The political mechanism resembles a recycling plant, and politicians, acrobats teetering on tight ropes whose creed is “… and justice for some”, and not “… for all.”

Mr. President, you proudly talked about your heroic and resolute stance with North Korea, which according to you, has possibly changed the course of history.

Yet, Mr. President, you and your predecessors, for years have allowed Turkey to volley ridiculous threats of consequences, and flow of recycled bribed moneys. The powerful USA has been playing a shameful game. Well knowing the truth, the USA is yet, as a moral obligation, to acknowledge the 1915 Genocide. Ironically, Israel, whose people well know the pain of slaughter, but as a yo-yo friend of Turkey, is also silent.

It must be said that in question is not the validity of information, but morality, which is still to be seen.

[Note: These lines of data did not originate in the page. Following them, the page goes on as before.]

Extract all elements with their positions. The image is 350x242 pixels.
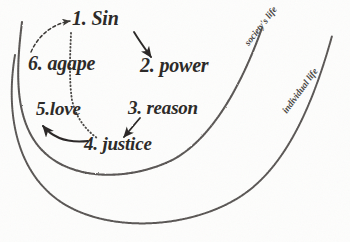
node-label-justice: 4. justice (84, 134, 152, 153)
connector-justice-to-love (43, 126, 88, 141)
node-label-agape: 6. agape (28, 53, 95, 73)
node-label-sin: 1. Sin (72, 8, 119, 28)
node-label-power: 2. power (140, 55, 208, 75)
node-label-reason: 3. reason (128, 98, 198, 117)
connector-agape-to-sin (31, 21, 70, 52)
connector-sin-to-justice-dotted (70, 33, 97, 138)
diagram-strokes (0, 0, 350, 242)
diagram-canvas: 1. Sin 2. power 3. reason 4. justice 5.l… (0, 0, 350, 242)
node-label-love: 5.love (36, 99, 81, 118)
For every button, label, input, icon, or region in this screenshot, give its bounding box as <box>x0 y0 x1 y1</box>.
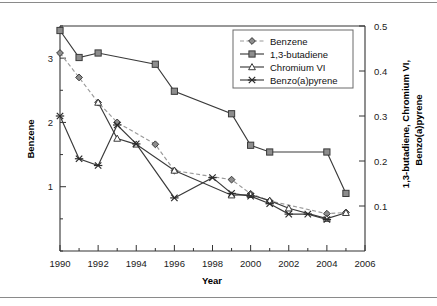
x-axis-title: Year <box>202 275 222 286</box>
figure: 199019921994199619982000200220042006 123… <box>0 0 437 306</box>
square-marker <box>76 54 82 60</box>
square-marker <box>267 149 273 155</box>
left-tick-label: 2 <box>48 117 53 128</box>
right-axis-title-line1: 1,3-butadiene, Chromium VI, <box>400 60 411 188</box>
line-chart: 199019921994199619982000200220042006 123… <box>0 6 437 291</box>
x-axis-tick-labels: 199019921994199619982000200220042006 <box>49 258 375 269</box>
x-marker <box>94 162 102 168</box>
top-divider <box>0 2 437 3</box>
chart-plot-area: 199019921994199619982000200220042006 123… <box>0 6 437 291</box>
x-axis-ticks <box>60 245 365 251</box>
left-axis-title: Benzene <box>25 119 36 158</box>
series-chromium-vi <box>95 99 350 221</box>
square-marker <box>248 142 254 148</box>
right-tick-label: 0.4 <box>374 66 387 77</box>
left-axis-tick-labels: 123 <box>48 53 53 193</box>
x-tick-label: 1996 <box>164 258 185 269</box>
right-tick-label: 0.1 <box>374 201 387 212</box>
right-axis-title-line2: Benzo(a)pyrene <box>413 94 424 165</box>
x-marker <box>208 174 216 180</box>
bottom-divider <box>0 297 437 298</box>
right-tick-label: 0.3 <box>374 111 387 122</box>
left-tick-label: 1 <box>48 181 53 192</box>
square-marker <box>249 51 255 57</box>
left-tick-label: 3 <box>48 53 53 64</box>
right-tick-label: 0.2 <box>374 156 387 167</box>
x-tick-label: 2006 <box>354 258 375 269</box>
square-marker <box>57 27 63 33</box>
x-tick-label: 1998 <box>202 258 223 269</box>
right-axis-tick-labels: 0.10.20.30.40.5 <box>374 21 387 212</box>
square-marker <box>152 61 158 67</box>
x-marker <box>170 195 178 201</box>
x-tick-label: 1992 <box>88 258 109 269</box>
right-tick-label: 0.5 <box>374 21 387 32</box>
x-tick-label: 1994 <box>126 258 147 269</box>
triangle-marker <box>114 135 121 141</box>
series-line <box>98 103 346 219</box>
right-axis-ticks <box>359 26 365 206</box>
legend-label[interactable]: Benzene <box>270 36 308 47</box>
square-marker <box>95 50 101 56</box>
legend-label[interactable]: Chromium VI <box>270 62 325 73</box>
legend-label[interactable]: Benzo(a)pyrene <box>270 75 338 86</box>
x-tick-label: 2000 <box>240 258 261 269</box>
x-tick-label: 2002 <box>278 258 299 269</box>
legend-label[interactable]: 1,3-butadiene <box>270 49 328 60</box>
square-marker <box>324 149 330 155</box>
x-tick-label: 1990 <box>49 258 70 269</box>
chart-legend: Benzene1,3-butadieneChromium VIBenzo(a)p… <box>233 30 353 88</box>
square-marker <box>343 190 349 196</box>
x-tick-label: 2004 <box>316 258 337 269</box>
x-marker <box>304 211 312 217</box>
square-marker <box>171 88 177 94</box>
square-marker <box>228 111 234 117</box>
x-marker <box>285 211 293 217</box>
x-marker <box>75 156 83 162</box>
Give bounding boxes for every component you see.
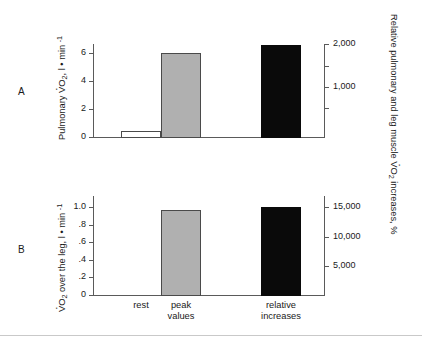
panel-a-left-tick-0 (89, 137, 93, 138)
right-title-lead: Relative pulmonary and leg muscle (389, 14, 399, 161)
title-a-v-dot: V (57, 87, 67, 93)
title-a-sub: 2 (60, 76, 69, 80)
panel-a-left-axis-line (93, 44, 94, 138)
title-a-dot: • (57, 62, 67, 65)
panel-a-right-ticklabel-2000: 2,000 (333, 38, 356, 48)
panel-b-left-ticklabel-0-8: .8 (78, 219, 86, 229)
title-b-v-dot: V (57, 306, 67, 312)
panel-b-right-tick-15000 (325, 207, 329, 208)
x-category-label-peak-values: peak values (141, 300, 221, 322)
panel-b-left-axis-line (93, 196, 94, 296)
panel-a-bar-relative-increases (261, 45, 301, 138)
x-category-peak-line1: peak (141, 300, 221, 311)
panel-b-left-tick-0 (89, 295, 93, 296)
panel-a-left-ticklabel-6: 6 (81, 47, 86, 57)
panel-a-left-tick-6 (89, 53, 93, 54)
panel-a-plot-area: 6 4 2 0 2,000 1,000 (93, 44, 325, 138)
panel-a-bar-peak-values (161, 53, 201, 138)
title-a-o: O (57, 80, 67, 87)
panel-b-right-tick-10000 (325, 237, 329, 238)
panel-b-bar-rest (121, 295, 161, 296)
panel-letter-b: B (18, 244, 25, 255)
panel-b-left-ticklabel-1-0: 1.0 (73, 201, 86, 211)
title-b-mid: over the leg, l (57, 234, 67, 295)
panel-a-right-tick-2000 (325, 44, 329, 45)
panel-b-right-ticklabel-5000: 5,000 (333, 260, 356, 270)
title-b-sup: -1 (55, 204, 64, 210)
panel-b-left-tick-0-6 (89, 242, 93, 243)
panel-b-right-tick-5000 (325, 266, 329, 267)
title-a-mid: , l (57, 66, 67, 76)
panel-b-left-tick-0-4 (89, 260, 93, 261)
panel-a-left-ticklabel-2: 2 (81, 103, 86, 113)
x-category-label-relative-increases: relative increases (241, 300, 321, 322)
panel-b-left-tick-0-2 (89, 277, 93, 278)
figure-canvas: A B Pulmonary VO2, l • min -1 VO2 over t… (0, 0, 422, 348)
panel-b-left-ticklabel-0-6: .6 (78, 236, 86, 246)
panel-b-left-tick-0-8 (89, 225, 93, 226)
panel-a-left-tick-4 (89, 81, 93, 82)
title-a-sup: -1 (55, 36, 64, 42)
panel-a-left-tick-2 (89, 109, 93, 110)
panel-a-bar-rest (121, 131, 161, 138)
right-title-o: O (389, 167, 399, 174)
panel-a-right-tick-1000 (325, 87, 329, 88)
panel-a-y-axis-title: Pulmonary VO2, l • min -1 (56, 36, 68, 140)
right-title-tail: increases, % (389, 179, 399, 235)
panel-b-left-tick-1-0 (89, 207, 93, 208)
title-a-lead: Pulmonary (57, 93, 67, 140)
panel-b-left-ticklabel-0: 0 (81, 289, 86, 299)
panel-b-right-ticklabel-15000: 15,000 (333, 201, 361, 211)
title-b-o: O (57, 299, 67, 306)
panel-b-right-ticklabel-10000: 10,000 (333, 231, 361, 241)
x-category-peak-line2: values (141, 311, 221, 322)
panel-b-right-axis-line (324, 196, 325, 296)
bottom-divider-rule (0, 335, 422, 336)
title-b-dot: • (57, 230, 67, 233)
panel-b-plot-area: 1.0 .8 .6 .4 .2 0 15,000 10,000 5,000 (93, 196, 325, 296)
right-title-v-dot: V (389, 161, 399, 167)
x-category-relative-line1: relative (241, 300, 321, 311)
x-category-relative-line2: increases (241, 311, 321, 322)
panel-a-right-tick-500 (325, 108, 329, 109)
panel-b-bar-relative-increases (261, 207, 301, 296)
panel-letter-a: A (18, 86, 25, 97)
panel-a-right-axis-line (324, 44, 325, 138)
title-b-unit: min (57, 210, 67, 230)
panel-a-left-ticklabel-0: 0 (81, 131, 86, 141)
panel-b-bar-peak-values (161, 210, 201, 296)
panel-a-right-ticklabel-1000: 1,000 (333, 81, 356, 91)
panel-a-left-ticklabel-4: 4 (81, 75, 86, 85)
panel-a-right-tick-1500 (325, 66, 329, 67)
right-axis-title: Relative pulmonary and leg muscle VO2 in… (388, 14, 398, 235)
panel-b-y-axis-title: VO2 over the leg, l • min -1 (56, 204, 68, 312)
title-b-sub: 2 (60, 295, 69, 299)
title-a-unit: min (57, 42, 67, 62)
panel-b-left-ticklabel-0-4: .4 (78, 254, 86, 264)
panel-b-left-ticklabel-0-2: .2 (78, 271, 86, 281)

April is a significant month for the Armenian Christians since 301 AD, in observance of Christ’s crucifixion and resurrection. It also parallels the observance of April 24, 1915, which is the inception date of the Armenian Genocide. Like Christ was crucified on the cross and later resurrected, Armenians were slaughtered by the Turks, and they too resurrected.

On April 24, 2019, genocide victims will be remembered and survivors, if any, honored, just like you honored the 81-year-old Holocaust survivor during your State of the Union speech.

Come April 24, I hope we will see a new leadership of moral civility, fearlessness, even-handedness, and just spirit from you and your administration.

Nazik Kotcholosian Messerlian of Fresno is an 85-year-old survivor of World War II and a daughter of Hovagim and Khnkuhi Kotcholosian, who were orphaned survivors of the Armenian Genocide.